English to Spanish Dictionary destitute

destitute

indigente
definition
adjective
the charity cares for destitute children
without the basic necessities of life.
translation of 'destitute'
adjective
desprovisto,
destituido,
pobre,
indigente
example
Only the 'destitute' are provided with any support, and then at the lowest level.
Society to this day stigmatises blacks as being poor and 'destitute' , as well as criminals.
It quickly spread to neighbouring shacks, leaving their already poor occupants 'destitute' .
The English aristocracy of the 19th century cared little for the poor and 'destitute' .
People living at or below this income level are not simply poor, but 'destitute' .
While we had been a wealthy nation before colonisation, we were left 'destitute' and poor by the end of it.
Karim has been rendering selfless service to the 'destitute' patients at the MCH for the last five years.
Old age homes are necessary, but essentially for the 'destitute' and the poor.
Can you do something to increase the grant for the 'destitute' children?
How does Dr. Singh give 400 million of the poor and the 'destitute' a stake in Indian democracy?
This makes them an extremely unattractive economic proposition for even the most 'destitute' ragpicker.
Many of us who were forced out of the country are now scattered all over the world as impoverished and financially 'destitute' refugees.
Three days a week, workers visit the areas around the church with breakfasts and lunches for the 'destitute' .
Some only lost fathers but were put in orphanages by 'destitute' mothers who had no means to support them after the Gulf War.
That money could be spent on the poor and 'destitute' without expecting any reward for it from God.
Most people did not quality for a medical card unless they were 'destitute' , unemployed or had a serious illness.
These animals are of huge importance in the lives of 'destitute' people.
Our government is faced with many challenges and promises to deliver and serve the poor and 'destitute' .
Ethan did not want anyone in Starkfield to think that he was poor and 'destitute' again.
He lived the high life as a London yuppie and threw it all away to work with the poor and 'destitute' in Liverpool slums.
How parliaments make swine and vermin of men, who are 'destitute of' morals and devoid of human attributes, is no more in the realm of magic, neither in that of magic realism.
In fact the utter 'destitution' of the desperate was not just predicted: it was planned for.
If in two months stories of starvation and 'destitution' continue to emerge out of Aceh, severe criticism will rain down on the government.
She is… utterly 'destitute of' the sense of fear.
They are by far the largest group amongst the fifth of India's population who live in extreme poverty and 'destitution' .
More than two million other people from Darfur are in extreme 'destitution' , immediately requiring aid.
Relying on impressions from travel books, Carey concluded that over half ‘of the sons of Adam… are in general poor, barbarous, naked pagans as 'destitute of' civilisation, as they are of true religion.’
According to General Canby, they were on Camas Prairie because ‘their country was almost entirely 'destitute of' game,’ a complaint rendered all the more believable because of its frequency.
Seaweed farming was an important part of the Japanese farmers' diets and after suffering years of unreliable harvests they were facing 'destitution' .
Even in its gaunt incompleteness, 'destitute of' the wealth of colour which is meant to adorn it, the interior of Bentley's spacious building is immensely impressive.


List all lines of the data containing the word "jautājumi".

Items from a dataset

____

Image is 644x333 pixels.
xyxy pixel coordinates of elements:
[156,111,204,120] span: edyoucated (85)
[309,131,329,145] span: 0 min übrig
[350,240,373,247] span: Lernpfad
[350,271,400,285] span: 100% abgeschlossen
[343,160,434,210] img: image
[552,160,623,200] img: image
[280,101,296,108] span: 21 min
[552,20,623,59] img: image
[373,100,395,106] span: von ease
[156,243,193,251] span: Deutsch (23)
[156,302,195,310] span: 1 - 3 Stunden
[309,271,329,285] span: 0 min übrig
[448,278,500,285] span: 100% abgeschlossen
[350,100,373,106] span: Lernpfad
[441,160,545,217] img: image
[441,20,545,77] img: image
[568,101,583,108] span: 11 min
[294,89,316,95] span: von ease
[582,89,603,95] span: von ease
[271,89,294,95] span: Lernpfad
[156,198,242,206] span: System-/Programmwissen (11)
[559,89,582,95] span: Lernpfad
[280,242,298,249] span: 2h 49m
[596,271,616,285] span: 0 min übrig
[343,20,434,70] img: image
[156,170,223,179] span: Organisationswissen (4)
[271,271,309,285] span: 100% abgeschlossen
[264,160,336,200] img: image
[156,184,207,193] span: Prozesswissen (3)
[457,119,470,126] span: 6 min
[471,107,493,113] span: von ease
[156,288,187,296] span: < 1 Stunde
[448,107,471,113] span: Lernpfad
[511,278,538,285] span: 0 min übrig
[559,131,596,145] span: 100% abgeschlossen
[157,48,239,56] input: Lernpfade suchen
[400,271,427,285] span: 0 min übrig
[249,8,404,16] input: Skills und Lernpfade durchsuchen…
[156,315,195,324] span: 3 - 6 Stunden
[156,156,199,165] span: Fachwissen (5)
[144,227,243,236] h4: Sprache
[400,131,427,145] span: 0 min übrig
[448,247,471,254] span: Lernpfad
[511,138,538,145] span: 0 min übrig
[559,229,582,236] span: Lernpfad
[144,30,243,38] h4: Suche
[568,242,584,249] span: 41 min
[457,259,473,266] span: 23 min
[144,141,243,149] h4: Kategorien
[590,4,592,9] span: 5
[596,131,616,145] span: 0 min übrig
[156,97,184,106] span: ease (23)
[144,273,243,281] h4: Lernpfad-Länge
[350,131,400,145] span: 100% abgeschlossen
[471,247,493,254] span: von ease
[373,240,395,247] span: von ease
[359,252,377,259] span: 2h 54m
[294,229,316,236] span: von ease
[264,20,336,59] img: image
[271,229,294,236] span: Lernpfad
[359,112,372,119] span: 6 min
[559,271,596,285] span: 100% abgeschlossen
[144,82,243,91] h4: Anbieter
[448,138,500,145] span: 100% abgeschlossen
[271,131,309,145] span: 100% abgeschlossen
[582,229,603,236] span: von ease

____

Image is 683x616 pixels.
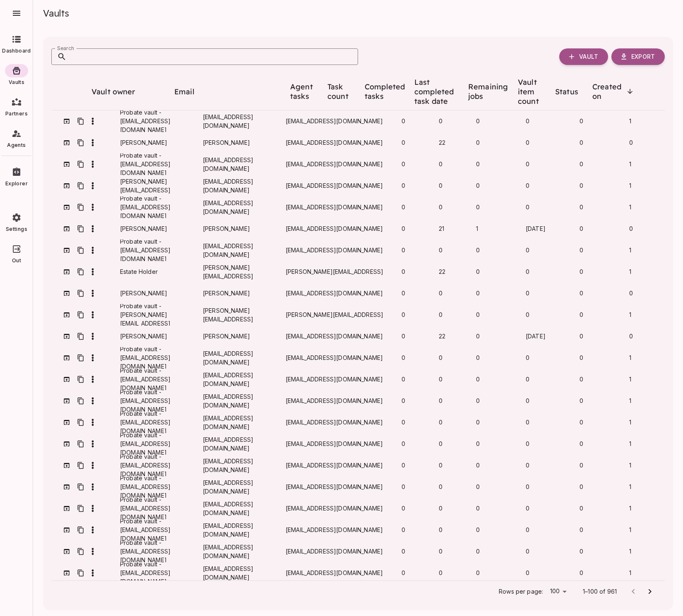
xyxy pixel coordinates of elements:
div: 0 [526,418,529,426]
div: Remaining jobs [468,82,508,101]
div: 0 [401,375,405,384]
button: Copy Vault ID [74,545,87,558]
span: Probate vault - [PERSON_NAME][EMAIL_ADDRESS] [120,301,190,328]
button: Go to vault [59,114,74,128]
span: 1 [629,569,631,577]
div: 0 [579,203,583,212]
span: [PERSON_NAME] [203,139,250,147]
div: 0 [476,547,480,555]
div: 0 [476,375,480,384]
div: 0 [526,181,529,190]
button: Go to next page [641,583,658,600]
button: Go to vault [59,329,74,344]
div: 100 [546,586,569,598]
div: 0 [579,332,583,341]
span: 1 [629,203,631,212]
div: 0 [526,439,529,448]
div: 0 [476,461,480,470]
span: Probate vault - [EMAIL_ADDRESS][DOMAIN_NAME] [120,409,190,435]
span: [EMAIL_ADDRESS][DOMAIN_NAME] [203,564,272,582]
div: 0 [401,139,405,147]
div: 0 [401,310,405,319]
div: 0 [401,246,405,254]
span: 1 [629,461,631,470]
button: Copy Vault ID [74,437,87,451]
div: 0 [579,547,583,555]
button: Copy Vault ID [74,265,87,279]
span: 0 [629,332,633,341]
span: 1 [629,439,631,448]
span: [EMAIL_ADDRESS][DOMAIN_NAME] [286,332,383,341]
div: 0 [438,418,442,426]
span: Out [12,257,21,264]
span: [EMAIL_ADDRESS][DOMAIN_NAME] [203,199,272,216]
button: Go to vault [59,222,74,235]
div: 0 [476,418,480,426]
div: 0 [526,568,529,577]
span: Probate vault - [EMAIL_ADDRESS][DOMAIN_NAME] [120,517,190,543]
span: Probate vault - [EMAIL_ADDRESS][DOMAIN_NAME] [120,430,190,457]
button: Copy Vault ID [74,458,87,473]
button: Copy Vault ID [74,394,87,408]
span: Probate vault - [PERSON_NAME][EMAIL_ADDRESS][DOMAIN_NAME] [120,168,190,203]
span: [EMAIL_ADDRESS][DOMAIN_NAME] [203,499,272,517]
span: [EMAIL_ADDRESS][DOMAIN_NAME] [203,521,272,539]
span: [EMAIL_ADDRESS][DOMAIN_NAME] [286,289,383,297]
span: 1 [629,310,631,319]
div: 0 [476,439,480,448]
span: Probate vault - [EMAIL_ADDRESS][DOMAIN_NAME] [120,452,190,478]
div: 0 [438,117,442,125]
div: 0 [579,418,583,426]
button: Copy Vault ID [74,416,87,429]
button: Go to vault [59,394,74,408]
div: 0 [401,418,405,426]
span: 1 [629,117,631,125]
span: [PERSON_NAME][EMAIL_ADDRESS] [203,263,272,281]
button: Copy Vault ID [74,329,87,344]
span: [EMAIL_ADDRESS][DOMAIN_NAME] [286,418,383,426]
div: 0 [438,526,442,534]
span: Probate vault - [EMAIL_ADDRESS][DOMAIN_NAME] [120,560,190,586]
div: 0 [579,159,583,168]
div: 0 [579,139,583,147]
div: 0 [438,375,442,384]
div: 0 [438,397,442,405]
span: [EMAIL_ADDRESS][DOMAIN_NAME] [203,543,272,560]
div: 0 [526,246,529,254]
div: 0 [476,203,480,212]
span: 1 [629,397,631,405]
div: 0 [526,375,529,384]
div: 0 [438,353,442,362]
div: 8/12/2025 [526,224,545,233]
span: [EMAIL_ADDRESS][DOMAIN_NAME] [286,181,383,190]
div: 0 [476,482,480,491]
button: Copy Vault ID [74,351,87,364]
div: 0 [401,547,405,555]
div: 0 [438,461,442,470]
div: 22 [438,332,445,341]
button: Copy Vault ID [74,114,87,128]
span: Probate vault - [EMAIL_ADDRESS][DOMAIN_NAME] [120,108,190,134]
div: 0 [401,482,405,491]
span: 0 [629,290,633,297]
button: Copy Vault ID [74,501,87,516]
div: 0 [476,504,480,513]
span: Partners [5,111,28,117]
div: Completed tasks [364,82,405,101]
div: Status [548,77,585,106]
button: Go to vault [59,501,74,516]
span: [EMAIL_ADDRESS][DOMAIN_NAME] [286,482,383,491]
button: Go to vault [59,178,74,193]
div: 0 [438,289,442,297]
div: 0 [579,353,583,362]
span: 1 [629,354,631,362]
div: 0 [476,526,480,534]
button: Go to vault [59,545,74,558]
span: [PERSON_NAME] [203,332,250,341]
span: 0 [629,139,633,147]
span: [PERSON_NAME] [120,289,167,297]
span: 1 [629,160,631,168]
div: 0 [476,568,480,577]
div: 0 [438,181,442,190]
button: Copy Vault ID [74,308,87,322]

____

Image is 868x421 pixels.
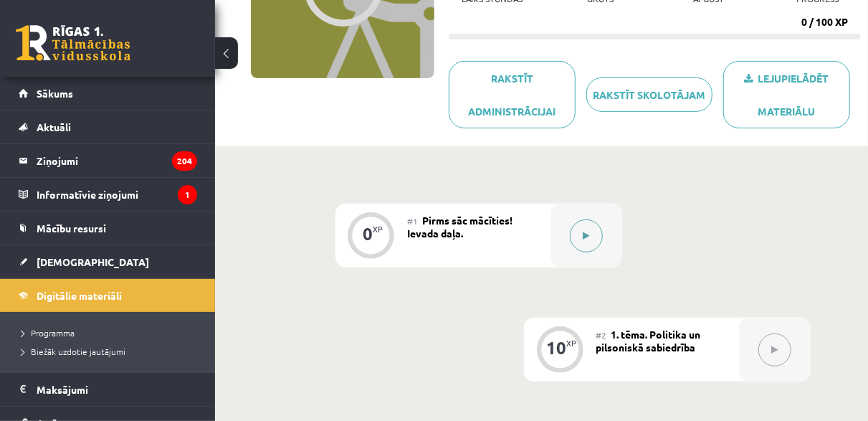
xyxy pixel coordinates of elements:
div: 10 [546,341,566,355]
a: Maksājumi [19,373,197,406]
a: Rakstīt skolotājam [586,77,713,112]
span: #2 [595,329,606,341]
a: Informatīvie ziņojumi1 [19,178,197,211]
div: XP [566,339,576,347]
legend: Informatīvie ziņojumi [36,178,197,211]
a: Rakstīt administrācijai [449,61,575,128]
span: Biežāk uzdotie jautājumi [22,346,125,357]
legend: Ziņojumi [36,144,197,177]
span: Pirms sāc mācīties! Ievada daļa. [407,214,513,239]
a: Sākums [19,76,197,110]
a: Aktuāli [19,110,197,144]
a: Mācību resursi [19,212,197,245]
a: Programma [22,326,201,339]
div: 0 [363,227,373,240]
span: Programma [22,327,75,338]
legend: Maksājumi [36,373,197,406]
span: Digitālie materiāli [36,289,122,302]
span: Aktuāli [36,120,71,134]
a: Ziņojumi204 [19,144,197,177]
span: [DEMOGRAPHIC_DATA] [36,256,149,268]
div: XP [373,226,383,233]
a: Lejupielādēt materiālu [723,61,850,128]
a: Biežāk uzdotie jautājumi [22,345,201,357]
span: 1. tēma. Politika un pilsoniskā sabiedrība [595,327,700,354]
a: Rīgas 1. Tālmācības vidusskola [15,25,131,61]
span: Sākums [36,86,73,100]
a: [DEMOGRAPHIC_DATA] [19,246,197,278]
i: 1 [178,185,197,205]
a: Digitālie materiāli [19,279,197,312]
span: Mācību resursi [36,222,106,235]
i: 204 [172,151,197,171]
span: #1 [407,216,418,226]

____

Result of the task:
span: Biežāk uzdotie jautājumi [22,346,125,357]
a: Biežāk uzdotie jautājumi [22,345,201,357]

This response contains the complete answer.